Monday, November 6, 2017

Depression and Blue-Winged Olives


Depression and Blue-Winged Olives

"In the depth of winter, I finally learned that within me there lay an invincible summer." Albert Camus

 

 

They have a name for it now…. Seasonal Affective Disorder or S.A.D.

Caused by a lack of light and cold temperatures, it infected me one dark October morning as the trout season was coming to a close. The day before was sunny and seasonal, and the colors of fall were in full glory; the trees on the hills painting the sky with a rich palette of vibrant reds, yellows, greens, and oranges. This day I awoke to fog, rain, cold, and a monochrome melancholy. Everything was gray, especially my mood, as I pulled back the covers and slept in. I had vowed to fish out every day of the season as it waned, but sometimes psychology gets in the way. I finally pulled myself together and got out of bed to face the day, shivering as I fumbled with the coffee maker. Cold gray weather makes me want to cover myself in sweaters and enter into an introspective gloom of reflection. I putzed and delayed the fishing while curled into a ball eating soup and reading Joyce since I had misplaced my Camus. Thus went the morning and early afternoon.

 

After warming up enough to begin to crawl out of my moodiness and staring outside at the dripping wet cold that was trying to get at me through the window, I knew I had to get active. Before the opportunity left me, I grabbed my fly rod and bag and hopped into the car for the five-minute drive to the trout stream. That’s right… five minutes. This depression was so foul it prevented a journey I could complete on a tricycle. The fishing and the creek were right there, all I had to do was stop listening to dark Russian music long enough to hear the murmur and trickle of moving water.

 

The drizzle was penetrating my gear and soaking my hat even as I suited up at the stream. I considered going home and going back to bed, or driving to the local stop and rob for a large bottle of wine to drown my mood even further. I decided my whine deserved no wine until the trout were caught and my feet were tired from stumbling over rocks. Hard work and exercise would chase the blues away! Sometimes we can trick ourselves with delusions, and sometimes reality can penetrate our souls like the fog that surrounded me. But what was that? The trout were rising! They were eating something off the surface of the water; something so invisible in the near opaque mists and drizzle that I knew instinctively what was going on. I remembered the old adage: The worse the weather, the better the olive hatch. The Blue-winged olive is a small mayfly that matches the gloom in shades of olives and dun gray blues. Its idea of a good time to hatch usually is accompanied by clouds, snowflakes and the London weather of Dickens I was in now. It probably is camouflage to prevent the little winged creatures from being eaten in mass by birds, for even a sharp sighted swallow couldn’t see through this mess.

 

The Blue-winged olive is so picky about the weather, that a single ray of sunshine can shut down a hatch, and a lone dark cloud passing over can trigger an emergence. The lower the barometer, the happier they are. I wondered if Blue-winged olives read Camus or listened to Pink Floyd naked in a dark room. Those thoughts still stuck halfway in the morning’s depression ended as I tied on a little CDC winged pattern in a size 18 and went to work. This creek is small, and has few large fish. A foot long brown trout is a treasure here. Well… they were lined up in channels and ate my imitation with gusto. I tried to make progress up the stream, but I got slowed down by catching fish! Good problems to have. I landed a beauty of a brown wearing his fall-colored wardrobe as bright as the day before had been, and a smile came over my face. Nature is funny sometimes, and perhaps the best place to look for a cure for anything is close to the source of the cause. The very weather that shrouded my happiness in wet-blankets provided the medicine in the form of a tiny mayfly bonbon. Even though thunder began to rumble over the Coulee hills, signaling a retreat from the stream, it seemed to me it was brighter… perhaps inside me rather than outside.

 

Blue winged olives must possess nature’s degree in psychiatry, for they can sure chase their own colors right out of the soul of a fly-angler.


** ASSIGNMENT **
Look through the data below and return each line where "diagram" appears.

** MATERIAL FOR THE TASK **
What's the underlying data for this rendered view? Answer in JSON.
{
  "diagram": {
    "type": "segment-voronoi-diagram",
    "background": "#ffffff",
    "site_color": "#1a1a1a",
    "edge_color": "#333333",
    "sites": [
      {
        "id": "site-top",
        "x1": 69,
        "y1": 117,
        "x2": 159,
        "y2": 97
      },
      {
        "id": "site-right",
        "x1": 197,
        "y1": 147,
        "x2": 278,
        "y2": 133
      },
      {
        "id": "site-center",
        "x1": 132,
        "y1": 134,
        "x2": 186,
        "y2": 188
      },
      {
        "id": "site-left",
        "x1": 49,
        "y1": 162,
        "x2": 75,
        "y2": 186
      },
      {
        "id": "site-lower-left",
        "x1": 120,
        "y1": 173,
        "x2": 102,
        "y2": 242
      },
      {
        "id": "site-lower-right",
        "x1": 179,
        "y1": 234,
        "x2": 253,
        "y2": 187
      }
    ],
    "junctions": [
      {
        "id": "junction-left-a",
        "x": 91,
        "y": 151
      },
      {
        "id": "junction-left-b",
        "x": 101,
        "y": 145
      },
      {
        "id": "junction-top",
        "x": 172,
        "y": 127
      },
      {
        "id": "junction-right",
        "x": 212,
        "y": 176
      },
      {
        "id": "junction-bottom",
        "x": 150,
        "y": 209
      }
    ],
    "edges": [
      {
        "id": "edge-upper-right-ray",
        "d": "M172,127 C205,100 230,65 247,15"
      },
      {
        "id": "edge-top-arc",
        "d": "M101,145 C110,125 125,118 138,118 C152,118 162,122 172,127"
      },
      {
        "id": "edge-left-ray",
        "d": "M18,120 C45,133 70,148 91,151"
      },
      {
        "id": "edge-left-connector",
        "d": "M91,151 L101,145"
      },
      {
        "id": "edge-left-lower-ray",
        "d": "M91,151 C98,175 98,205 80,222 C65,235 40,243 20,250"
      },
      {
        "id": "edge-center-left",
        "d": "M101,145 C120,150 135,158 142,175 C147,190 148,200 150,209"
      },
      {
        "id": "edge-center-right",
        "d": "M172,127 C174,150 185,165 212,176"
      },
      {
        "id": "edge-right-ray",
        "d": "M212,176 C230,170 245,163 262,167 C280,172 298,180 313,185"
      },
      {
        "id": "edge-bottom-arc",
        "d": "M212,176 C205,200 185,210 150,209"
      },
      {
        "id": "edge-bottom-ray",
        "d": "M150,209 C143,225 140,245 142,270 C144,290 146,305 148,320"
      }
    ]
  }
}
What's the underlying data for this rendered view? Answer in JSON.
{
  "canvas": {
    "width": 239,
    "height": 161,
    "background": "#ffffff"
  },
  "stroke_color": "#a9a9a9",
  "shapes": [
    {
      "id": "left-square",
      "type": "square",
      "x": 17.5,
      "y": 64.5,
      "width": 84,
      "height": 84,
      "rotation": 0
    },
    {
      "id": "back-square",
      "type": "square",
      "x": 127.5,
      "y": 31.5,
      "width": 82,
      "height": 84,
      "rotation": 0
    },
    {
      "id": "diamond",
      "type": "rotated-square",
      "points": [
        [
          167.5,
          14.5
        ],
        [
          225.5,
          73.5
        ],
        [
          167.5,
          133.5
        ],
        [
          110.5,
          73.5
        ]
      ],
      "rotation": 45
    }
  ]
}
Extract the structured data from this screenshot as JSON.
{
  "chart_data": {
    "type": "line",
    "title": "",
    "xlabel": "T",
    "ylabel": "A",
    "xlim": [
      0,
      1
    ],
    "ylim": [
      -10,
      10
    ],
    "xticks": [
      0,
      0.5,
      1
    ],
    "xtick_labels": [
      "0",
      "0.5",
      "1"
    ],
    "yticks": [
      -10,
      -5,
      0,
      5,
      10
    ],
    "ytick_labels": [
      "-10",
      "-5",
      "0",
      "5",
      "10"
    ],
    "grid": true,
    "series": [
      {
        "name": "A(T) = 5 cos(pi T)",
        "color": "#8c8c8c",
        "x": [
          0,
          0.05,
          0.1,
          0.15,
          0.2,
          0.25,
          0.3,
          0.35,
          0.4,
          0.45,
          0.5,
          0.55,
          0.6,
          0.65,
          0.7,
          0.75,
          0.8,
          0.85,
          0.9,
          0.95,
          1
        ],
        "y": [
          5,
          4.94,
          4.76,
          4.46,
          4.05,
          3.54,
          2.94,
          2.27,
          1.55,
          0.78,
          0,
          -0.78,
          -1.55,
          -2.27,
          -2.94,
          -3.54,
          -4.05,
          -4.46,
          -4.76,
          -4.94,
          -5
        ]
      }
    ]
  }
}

--

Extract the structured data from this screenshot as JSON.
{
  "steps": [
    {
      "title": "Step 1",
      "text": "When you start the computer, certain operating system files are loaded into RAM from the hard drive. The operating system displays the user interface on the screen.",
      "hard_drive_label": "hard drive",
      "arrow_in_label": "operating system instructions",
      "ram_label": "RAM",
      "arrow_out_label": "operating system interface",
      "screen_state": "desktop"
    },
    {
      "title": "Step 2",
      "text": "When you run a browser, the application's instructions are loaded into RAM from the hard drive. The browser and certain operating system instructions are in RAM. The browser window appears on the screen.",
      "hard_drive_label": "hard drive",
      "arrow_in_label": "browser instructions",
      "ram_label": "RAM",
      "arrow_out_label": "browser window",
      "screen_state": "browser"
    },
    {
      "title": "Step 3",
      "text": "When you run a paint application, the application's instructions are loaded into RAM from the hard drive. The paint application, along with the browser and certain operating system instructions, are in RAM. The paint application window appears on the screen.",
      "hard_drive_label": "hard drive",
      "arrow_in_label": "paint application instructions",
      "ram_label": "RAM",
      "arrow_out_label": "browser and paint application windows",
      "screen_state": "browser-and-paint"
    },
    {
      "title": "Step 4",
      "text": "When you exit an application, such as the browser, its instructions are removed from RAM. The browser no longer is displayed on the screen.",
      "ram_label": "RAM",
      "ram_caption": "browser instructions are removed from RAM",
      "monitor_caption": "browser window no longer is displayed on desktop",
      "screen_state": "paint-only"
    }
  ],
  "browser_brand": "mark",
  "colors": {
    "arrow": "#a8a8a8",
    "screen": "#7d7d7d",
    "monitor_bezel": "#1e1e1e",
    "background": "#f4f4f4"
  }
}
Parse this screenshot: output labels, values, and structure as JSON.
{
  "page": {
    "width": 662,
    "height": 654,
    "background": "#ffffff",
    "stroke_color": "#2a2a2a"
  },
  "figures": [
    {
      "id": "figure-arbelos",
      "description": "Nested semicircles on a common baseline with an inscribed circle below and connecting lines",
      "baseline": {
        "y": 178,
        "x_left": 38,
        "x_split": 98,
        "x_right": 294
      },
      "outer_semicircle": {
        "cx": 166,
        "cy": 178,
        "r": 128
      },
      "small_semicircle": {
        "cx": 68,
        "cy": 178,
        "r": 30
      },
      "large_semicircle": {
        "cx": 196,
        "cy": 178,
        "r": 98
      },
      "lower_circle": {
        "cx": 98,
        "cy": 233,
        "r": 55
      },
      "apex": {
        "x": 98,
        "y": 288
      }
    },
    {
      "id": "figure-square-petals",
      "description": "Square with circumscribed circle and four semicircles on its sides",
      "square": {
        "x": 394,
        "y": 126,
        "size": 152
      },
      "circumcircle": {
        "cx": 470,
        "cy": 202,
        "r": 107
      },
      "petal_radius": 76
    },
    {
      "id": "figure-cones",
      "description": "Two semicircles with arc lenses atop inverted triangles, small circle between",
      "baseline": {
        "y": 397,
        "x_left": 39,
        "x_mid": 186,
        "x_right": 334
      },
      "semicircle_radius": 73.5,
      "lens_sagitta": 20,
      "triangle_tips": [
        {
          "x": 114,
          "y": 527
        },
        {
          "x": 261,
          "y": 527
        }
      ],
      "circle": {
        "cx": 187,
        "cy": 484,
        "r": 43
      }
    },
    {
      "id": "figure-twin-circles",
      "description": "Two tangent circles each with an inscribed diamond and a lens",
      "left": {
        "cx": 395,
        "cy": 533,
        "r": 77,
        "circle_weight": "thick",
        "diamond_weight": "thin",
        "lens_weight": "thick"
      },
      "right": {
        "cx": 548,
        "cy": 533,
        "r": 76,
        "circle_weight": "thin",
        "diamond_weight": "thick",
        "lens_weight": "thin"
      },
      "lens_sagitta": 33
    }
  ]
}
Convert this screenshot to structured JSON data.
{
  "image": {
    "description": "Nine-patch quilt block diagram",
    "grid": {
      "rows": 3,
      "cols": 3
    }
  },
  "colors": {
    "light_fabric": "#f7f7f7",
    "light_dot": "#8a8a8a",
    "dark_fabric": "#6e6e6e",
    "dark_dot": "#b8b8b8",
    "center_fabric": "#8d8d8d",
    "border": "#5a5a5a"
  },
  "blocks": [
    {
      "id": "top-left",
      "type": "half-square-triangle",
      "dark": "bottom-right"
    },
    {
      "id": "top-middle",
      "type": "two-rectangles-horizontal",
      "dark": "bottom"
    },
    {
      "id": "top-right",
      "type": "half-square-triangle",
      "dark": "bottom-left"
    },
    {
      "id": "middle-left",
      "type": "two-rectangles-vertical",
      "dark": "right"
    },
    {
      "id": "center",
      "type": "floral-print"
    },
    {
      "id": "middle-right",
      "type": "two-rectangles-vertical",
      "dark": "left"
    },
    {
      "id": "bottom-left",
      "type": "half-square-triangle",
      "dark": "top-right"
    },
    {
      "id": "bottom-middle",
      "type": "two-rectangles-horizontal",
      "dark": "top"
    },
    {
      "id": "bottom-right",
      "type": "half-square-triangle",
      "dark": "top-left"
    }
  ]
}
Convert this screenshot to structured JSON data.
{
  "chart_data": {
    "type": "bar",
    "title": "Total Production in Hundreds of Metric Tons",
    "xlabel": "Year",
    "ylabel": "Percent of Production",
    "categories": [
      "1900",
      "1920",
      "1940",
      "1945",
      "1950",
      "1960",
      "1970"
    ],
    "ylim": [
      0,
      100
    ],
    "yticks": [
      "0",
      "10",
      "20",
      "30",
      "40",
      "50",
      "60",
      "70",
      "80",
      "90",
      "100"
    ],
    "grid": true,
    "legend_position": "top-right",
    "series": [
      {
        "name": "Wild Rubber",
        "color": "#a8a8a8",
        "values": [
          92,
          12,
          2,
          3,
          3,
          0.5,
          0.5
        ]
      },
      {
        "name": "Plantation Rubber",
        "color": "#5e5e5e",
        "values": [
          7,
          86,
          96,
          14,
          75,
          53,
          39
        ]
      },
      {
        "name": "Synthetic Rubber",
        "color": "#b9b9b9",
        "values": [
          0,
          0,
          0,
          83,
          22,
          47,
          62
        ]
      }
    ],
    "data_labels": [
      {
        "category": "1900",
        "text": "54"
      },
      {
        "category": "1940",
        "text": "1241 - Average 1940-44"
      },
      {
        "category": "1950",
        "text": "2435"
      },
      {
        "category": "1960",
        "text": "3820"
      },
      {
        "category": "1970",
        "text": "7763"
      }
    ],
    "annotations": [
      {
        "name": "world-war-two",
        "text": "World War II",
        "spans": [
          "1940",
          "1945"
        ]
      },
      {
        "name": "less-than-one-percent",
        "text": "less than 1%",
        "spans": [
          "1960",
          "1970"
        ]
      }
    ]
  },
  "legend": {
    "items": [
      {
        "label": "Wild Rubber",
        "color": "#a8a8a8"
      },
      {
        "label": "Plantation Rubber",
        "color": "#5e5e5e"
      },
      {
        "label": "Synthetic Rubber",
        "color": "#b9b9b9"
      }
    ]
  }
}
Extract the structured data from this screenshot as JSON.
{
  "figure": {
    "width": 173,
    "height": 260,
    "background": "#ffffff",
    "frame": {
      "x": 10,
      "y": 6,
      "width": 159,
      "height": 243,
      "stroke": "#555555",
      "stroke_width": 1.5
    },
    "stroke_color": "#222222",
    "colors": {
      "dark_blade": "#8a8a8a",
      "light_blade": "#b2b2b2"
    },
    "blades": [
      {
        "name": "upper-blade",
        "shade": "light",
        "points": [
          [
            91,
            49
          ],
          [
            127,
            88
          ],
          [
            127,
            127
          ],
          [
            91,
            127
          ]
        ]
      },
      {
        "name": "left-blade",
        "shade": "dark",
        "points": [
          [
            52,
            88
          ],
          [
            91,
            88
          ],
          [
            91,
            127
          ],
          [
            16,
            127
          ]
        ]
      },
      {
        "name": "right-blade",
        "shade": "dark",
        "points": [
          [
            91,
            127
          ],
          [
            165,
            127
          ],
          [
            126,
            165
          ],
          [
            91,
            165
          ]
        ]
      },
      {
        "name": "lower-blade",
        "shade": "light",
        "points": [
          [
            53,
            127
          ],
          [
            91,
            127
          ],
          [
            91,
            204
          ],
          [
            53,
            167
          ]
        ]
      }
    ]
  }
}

** ANSWER TO THIS EXERCISE **
  "diagram": {
    "type": "segment-voronoi-diagram",
    "description": "Nine-patch quilt block diagram",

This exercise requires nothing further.